I spent about an hour with a family, and admitted no others to be present,
lest bashfulness should make it burdensome, or any should talk of the
weakness of others.’ And then he tells how his people’s
necessity made him practise physic among them, till he would have twenty
at his door at once. ‘All these my employments were but
my recreations, and, as it were, the work of my spare hours. For
my writings were my chiefest daily labour. And blessed be the
God of mercies that brought me from the grave and gave me, after wars
and sickness, fourteen years’ liberty in such sweet employment!’
Let all ministers who would sit at home over a pipe and a newspaper
with a quiet conscience keep Boston’s <i>Memoirs</i> and Baxter’s
<i>Reliquiae</i> at arm’s-length.</p>
<p>3. Our young communicants’ classes, and still more, those
private interviews that precede and finish up our young communicants’
classes, are by far our best opportunities as pastors. I remember
Dr. Moody Stuart telling me long ago that he had found his young communicants’
classes to be the most fruitful opportunities of all his ministry; as,
also, next to them, times of baptism in families. And every minister
who tries to be a minister at all after Dr. Moody Stuart’s pattern,
will tell you something of the same thing. They get at the opening
history of their young people’s hearts before their first communion.
They make shorthand entries and secret memoranda at such a season like
this: ‘A. a rebuke to me. He had for long been astonished
at me that I did not speak to him about his soul. B. traced his
conversion to the singing of ‘The sands of time are sinking’
in this church last summer. C. was spoken to by a room-mate.
D. was to be married, and she died. Of E. I have great hope.
F., were she anywhere but at home, I would have great hopes of her,’—and
so on. But, then, when a minister takes boldness to turn over
the pages of his young communicants’ roll for half a lifetime—ah
me, ah me! What was I doing to let that so promising communicant
go so far astray, and I never to go after him? And that other.
And that other. And that other. Till we can read no more.
O God of mercy, when Thou inquirest after blood, let me be hidden in
the cleft of that Rock so deeply cleft for unwatchful ministers!</p>
<p>4. And then, as Dr. Joseph Parker says, who says everything
so plainly and so powerfully: ‘There is pastoral preaching as
well as pastoral visitation.
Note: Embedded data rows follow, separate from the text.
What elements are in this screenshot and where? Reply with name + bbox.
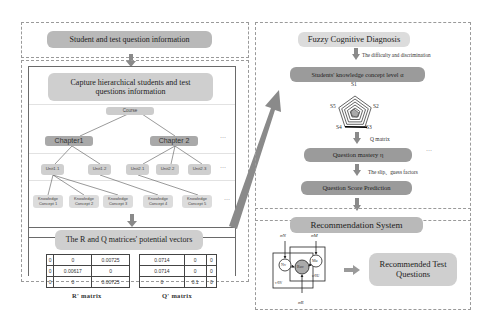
q-matrix-label: Q matrix xyxy=(370,136,390,142)
slip-guess-label: The slip、guess factors xyxy=(368,168,418,176)
node-n-label: Nv xyxy=(281,262,286,267)
plate-u-label: u∈U xyxy=(312,274,319,278)
arrow-down-icon xyxy=(353,132,361,145)
arrow-down-icon xyxy=(353,164,361,177)
node-m-label: Mu xyxy=(312,258,318,263)
arrow-right-icon xyxy=(344,265,360,275)
recommended-questions-pill: Recommended Test Questions xyxy=(369,253,457,286)
sigma-n-label: σN xyxy=(280,233,286,238)
radar-label-s1: S1 xyxy=(351,81,357,87)
diagnosis-ellipsis: ··· xyxy=(426,147,432,153)
difficulty-discrimination-label: The difficulty and discrimination xyxy=(362,52,431,58)
plate-v-label: v∈V xyxy=(275,281,282,285)
score-prediction-pill: Question Score Prediction xyxy=(301,181,412,195)
radar-label-s5: S5 xyxy=(330,103,336,109)
recommendation-system-pill: Recommendation System xyxy=(290,217,423,233)
radar-label-s4: S4 xyxy=(336,124,342,130)
radar-chart-icon xyxy=(330,88,380,138)
knowledge-level-pill: Students' knowledge concept level α xyxy=(290,67,425,82)
sigma-m-label: σM xyxy=(311,233,318,238)
fuzzy-diagnosis-pill: Fuzzy Cognitive Diagnosis xyxy=(298,32,410,47)
radar-label-s2: S2 xyxy=(373,103,379,109)
question-mastery-pill: Question mastery η xyxy=(304,148,412,162)
radar-label-s3: S3 xyxy=(366,124,372,130)
arrow-down-icon xyxy=(352,48,360,61)
sigma-r-label: σR xyxy=(298,300,304,305)
node-r-label: Ruv xyxy=(297,264,304,269)
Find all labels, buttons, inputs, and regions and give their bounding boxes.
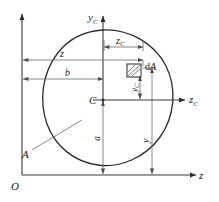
element-label-a: A bbox=[149, 61, 157, 72]
area-label-leader-group bbox=[32, 120, 82, 150]
dimension-label-zc: zC bbox=[115, 35, 125, 48]
element-hatch-2 bbox=[132, 69, 140, 76]
diagram-canvas: yC zC O z C A z b zC dA yC a bbox=[0, 0, 219, 202]
dimension-z-group bbox=[23, 60, 143, 66]
dimension-label-a: a bbox=[91, 136, 102, 141]
centroid-dot bbox=[102, 99, 105, 102]
element-label-da: dA bbox=[145, 61, 157, 72]
dimension-label-zc-sub: C bbox=[120, 40, 125, 48]
global-axes-group bbox=[22, 14, 196, 175]
dimension-label-z: z bbox=[59, 48, 64, 59]
figure-container: yC zC O z C A z b zC dA yC a bbox=[0, 0, 219, 202]
dimension-label-yc-sub: C bbox=[133, 83, 141, 88]
dimension-label-b: b bbox=[65, 67, 70, 78]
centroid-label-c: C bbox=[89, 94, 97, 106]
axis-label-yc: yC bbox=[87, 11, 98, 26]
dimension-y-group bbox=[143, 68, 156, 174]
dimension-label-yc: yC bbox=[129, 83, 141, 93]
axis-label-zc-sub: C bbox=[193, 100, 198, 108]
axis-label-zc: zC bbox=[188, 93, 198, 108]
origin-label-o: O bbox=[11, 180, 19, 192]
area-label-leader bbox=[32, 120, 82, 150]
differential-element-group bbox=[127, 64, 141, 77]
axis-label-z: z bbox=[198, 169, 204, 181]
dimension-label-y: y bbox=[140, 138, 151, 144]
axis-label-yc-sub: C bbox=[93, 18, 98, 26]
junction-dots-group bbox=[102, 99, 105, 102]
area-label-a: A bbox=[21, 148, 29, 160]
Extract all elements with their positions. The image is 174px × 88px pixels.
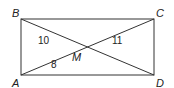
vertex-label-d: D (156, 77, 164, 88)
vertex-label-a: A (11, 77, 19, 88)
segment-label-bm: 10 (38, 35, 50, 46)
vertex-label-b: B (12, 7, 19, 19)
intersection-label-m: M (72, 51, 82, 63)
segment-label-am: 8 (51, 59, 57, 70)
vertex-label-c: C (156, 7, 164, 19)
segment-label-mc: 11 (112, 35, 123, 46)
rectangle-diagram: B C A D M 10 11 8 (0, 0, 174, 88)
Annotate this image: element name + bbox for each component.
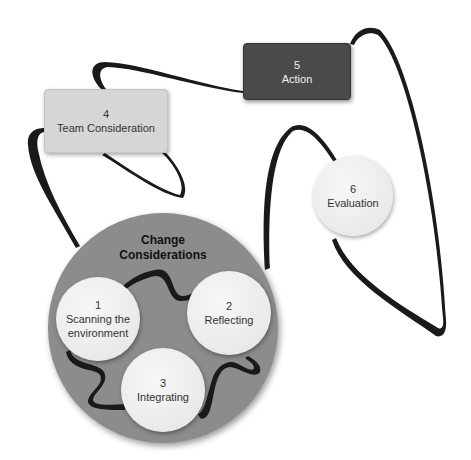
node-label: Scanning the bbox=[66, 312, 130, 326]
node-number: 1 bbox=[95, 298, 101, 312]
node-label-line2: environment bbox=[68, 326, 129, 340]
node-number: 6 bbox=[350, 182, 356, 196]
node-integrating[interactable]: 3 Integrating bbox=[121, 348, 205, 432]
group-title: Change Considerations bbox=[98, 233, 228, 263]
node-action[interactable]: 5 Action bbox=[243, 43, 351, 100]
node-label: Integrating bbox=[137, 390, 189, 404]
node-label: Action bbox=[282, 72, 313, 86]
node-number: 3 bbox=[160, 376, 166, 390]
node-scanning-environment[interactable]: 1 Scanning the environment bbox=[56, 277, 140, 361]
connector-2-to-3 bbox=[198, 356, 260, 419]
node-label: Team Consideration bbox=[57, 121, 155, 135]
node-number: 2 bbox=[226, 299, 232, 313]
node-reflecting[interactable]: 2 Reflecting bbox=[187, 271, 271, 355]
inner-connectors bbox=[0, 0, 471, 460]
node-team-consideration[interactable]: 4 Team Consideration bbox=[44, 89, 168, 153]
node-label: Reflecting bbox=[205, 313, 254, 327]
node-label: Evaluation bbox=[327, 196, 378, 210]
node-number: 5 bbox=[294, 58, 300, 72]
node-evaluation[interactable]: 6 Evaluation bbox=[313, 156, 393, 236]
node-number: 4 bbox=[103, 107, 109, 121]
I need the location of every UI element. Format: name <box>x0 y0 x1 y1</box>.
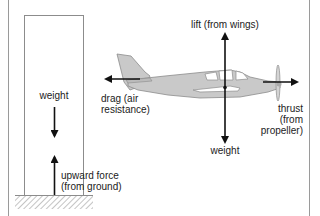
force-diagram: weight upward force (from ground) lift (… <box>0 0 320 216</box>
window-mid <box>219 70 233 80</box>
airplane-weight-label: weight <box>205 145 245 157</box>
fuselage <box>128 70 280 98</box>
building-weight-label: weight <box>34 90 74 102</box>
drag-label-line2: resistance) <box>101 104 150 116</box>
upward-force-label-line2: (from ground) <box>61 181 122 193</box>
thrust-label-line3: propeller) <box>253 125 303 137</box>
ground-hatch <box>15 195 93 209</box>
center-of-gravity-dot <box>223 86 227 90</box>
lift-label: lift (from wings) <box>185 19 265 31</box>
airplane <box>117 54 282 101</box>
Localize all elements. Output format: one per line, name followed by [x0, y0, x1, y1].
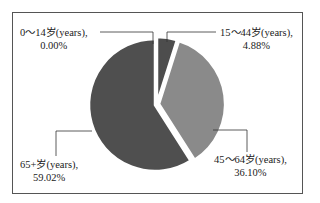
- label-65-plus: 65+岁(years), 59.02%: [20, 158, 78, 184]
- label-15-44: 15～44岁(years), 4.88%: [220, 26, 293, 52]
- label-45-64: 45～64岁(years), 36.10%: [214, 153, 287, 179]
- label-0-14: 0～14岁(years), 0.00%: [20, 26, 88, 52]
- leader-65-plus: [56, 131, 92, 156]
There is pastoral preaching; rich
revelation of divine truth; high, elevating treatment of the Christian
mysteries; and he is the pastor to me who does not come to my house
to drink and smoke and gossip and show his littleness, but who, out
of a rich experience, meets me with God’s word at every turn of
my life, and speaks the something to me that I just at that moment want.’
Let us not have less pastoral visitation in the time to come, but let
us have more and more of such pastoral preaching.</p>
<p>5. But, my brethren, it is time for you, as John said to the
elect lady and her children, to look to yourselves. The salvation
of your soul is precious, and its salvation is such a task, such a battle,
such a danger, and such a risk, that it will take all that your most
watchful minister can do, and all that you can do yourself, and all
that God can do for you, and yet your soul will scarcely be saved after
all. You do not know what salvation is nor what it costs.
You will not be saved in your sleep. You will not waken up at
the last day and find yourself saved by the grace of God and you not
know it. You will know it to your bitter cost before your soul
is saved from sin and death. You and your minister too.
And therefore it is that He Who is to judge your soul at last says to
you, as much as He says it to any of His ministers, Watch! What
I say unto one I say unto all, Watch. Watch and pray, lest you
enter into temptation. Look to yourself, then, sinner. In
Christ’s name, look to yourself and watch yourself. You
have no enemy to fear but yourself. No one can hurt a hair of
your head but yourself. Have you found that out? Have you
found yourself out? Do you ever look in the direction of your
own heart? Have you begun to watch what goes on in your own heart?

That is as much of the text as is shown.